The Woman and the Python
For three years, the woman believed she had found a most unusual companion.
Saffron, a golden-hued python, had slithered into her life when it was just a few feet long. She raised it with patience and affection, convincing herself it was no different from a loyal dog or cat.
When friends visited, they stared in disbelief.
“Be careful,” her father warned, grimacing as the thick coils glided across the tiled floor. “It’s still a predator.”
But she only laughed, stroking the cool scales with confidence.
“Saffron is tame. It loves me. It would never harm me.”
And so the python became part of the household—curling in corners, resting near her feet, even climbing the couch to drape itself lazily across her shoulders.

The Odd Changes
Then, without warning, Saffron began to change.
It refused food. The plump rabbits she had always offered went untouched. Days passed, then weeks. Its belly shrank, and yet its eyes glowed with a strange intensity.
At night, the woman often felt movement. She would wake to find Saffron stretched out beside her on the bed—its head resting on her shoulder, its tail brushing against her ankles. A perfect line, as though deliberately matching her body’s length.
Other nights, it slid around her waist, coiling gently, almost like an embrace. Sometimes it lingered near her collarbone, its forked tongue flicking against her skin.
She laughed about it to her friends.
“It’s just giving me kisses,” she said.
But the laughter sounded hollow even to herself.
Because more and more often, she woke in the middle of the night gasping for air—its weight pressing heavily against her chest.
The Breaking Point
One night, a sharp hiss jolted her awake. The sound was low, guttural, unlike anything she had heard from Saffron before. The python’s body tightened briefly, then stilled, its eyes gleaming in the darkness.
Her heart raced. Something felt wrong—terribly wrong.
By morning, she decided to take Saffron to the veterinarian.
The Chilling Truth
The vet, an older man with years of experience, examined the python carefully. He weighed it, ran his hands gently along the muscular body, and listened as the woman described its nightly habits—its refusal to eat, the way it stretched alongside her, the “cuddles” around her waist.
When she finished, he leaned back in his chair. His words were slow, deliberate, and heavy.
“This isn’t affection,” he said. “This is preparation.”
The woman frowned. “Preparation? For what?”
He met her eyes steadily.
“Large pythons sometimes starve themselves before attempting to consume prey that is larger than usual. Lying beside you—matching its body to yours—that was measurement. Wrapping itself around your waist—that was rehearsal. Testing its strength.”
Her throat went dry.
“You have a strong, mature female. She is fully capable of strangling you before swallowing. Such cases are rare,” the vet added, “but not unheard of. My recommendation is strict isolation, a revised feeding plan—and ideally, transfer to a specialized facility. Immediately.”

The Final Night
That evening, the woman sat on the edge of her bed, staring at the python she had once thought of as family.
Saffron slid across the sheets with slow, deliberate grace. For a fleeting moment, it positioned itself just as it always had—its coils draped around her waist, its head resting near her chest.
But this time, the woman was fully awake. She felt the weight. The quiet strength. The silent danger.
Tears welled in her eyes as she gently lifted the snake and placed it back into its terrarium. The latch clicked shut. She sank to the floor beside it, pressing her forehead against the cool glass.
“I love you,” she whispered. “But love doesn’t erase what you are.”

A Humane Goodbye
The next morning, she called the city reptile center. By afternoon, a truck arrived. Professionals carefully lifted Saffron into a secure container and carried it away—to a vast enclosure where it could live safely, among keepers who understood its nature.
The apartment felt unbearably empty that night. No soft hiss, no golden coils beside her bed. Only silence.
Yet in that silence came clarity.
She realized she had cherished the python as though it were human, forgetting that beneath the scales was still a creature of the wild—ancient, instinctive, and bound by nature’s laws.
Sometimes love means letting go.
And sometimes survival requires the courage to admit that not every bond is meant to last.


■ Work task
Bring together all lines of the material below that contain the string "America".

■ Source data
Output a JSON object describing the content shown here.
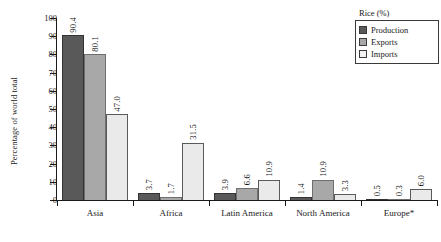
{
  "chart_data": {
    "type": "bar",
    "title": "",
    "xlabel": "",
    "ylabel": "Percentage of world total",
    "ylim": [
      0,
      100
    ],
    "yticks": [
      0,
      10,
      20,
      30,
      40,
      50,
      60,
      70,
      80,
      90,
      100
    ],
    "grid": false,
    "legend_position": "top-right",
    "legend_title": "Rice (%)",
    "categories": [
      "Asia",
      "Africa",
      "Latin America",
      "North America",
      "Europe*"
    ],
    "series": [
      {
        "name": "Production",
        "color": "#595959",
        "values": [
          90.4,
          3.7,
          3.9,
          1.4,
          0.5
        ]
      },
      {
        "name": "Exports",
        "color": "#a8a8a8",
        "values": [
          80.1,
          1.7,
          6.6,
          10.9,
          0.3
        ]
      },
      {
        "name": "Imports",
        "color": "#eaeaea",
        "values": [
          47.0,
          31.5,
          10.9,
          3.3,
          6.0
        ]
      }
    ],
    "data_labels": {
      "Asia": [
        "90.4",
        "80.1",
        "47.0"
      ],
      "Africa": [
        "3.7",
        "1.7",
        "31.5"
      ],
      "Latin America": [
        "3.9",
        "6.6",
        "10.9"
      ],
      "North America": [
        "1.4",
        "10.9",
        "3.3"
      ],
      "Europe*": [
        "0.5",
        "0.3",
        "6.0"
      ]
    }
  },
  "axis": {
    "y_title": "Percentage of world total",
    "y_tick_labels": [
      "100",
      "90",
      "80",
      "70",
      "60",
      "50",
      "40",
      "30",
      "20",
      "10",
      "0"
    ]
  },
  "legend": {
    "title": "Rice (%)",
    "items": [
      {
        "label": "Production"
      },
      {
        "label": "Exports"
      },
      {
        "label": "Imports"
      }
    ]
  }
}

■ Written response
      "Latin America",
      "North America",
      "Latin America": [
      "North America": [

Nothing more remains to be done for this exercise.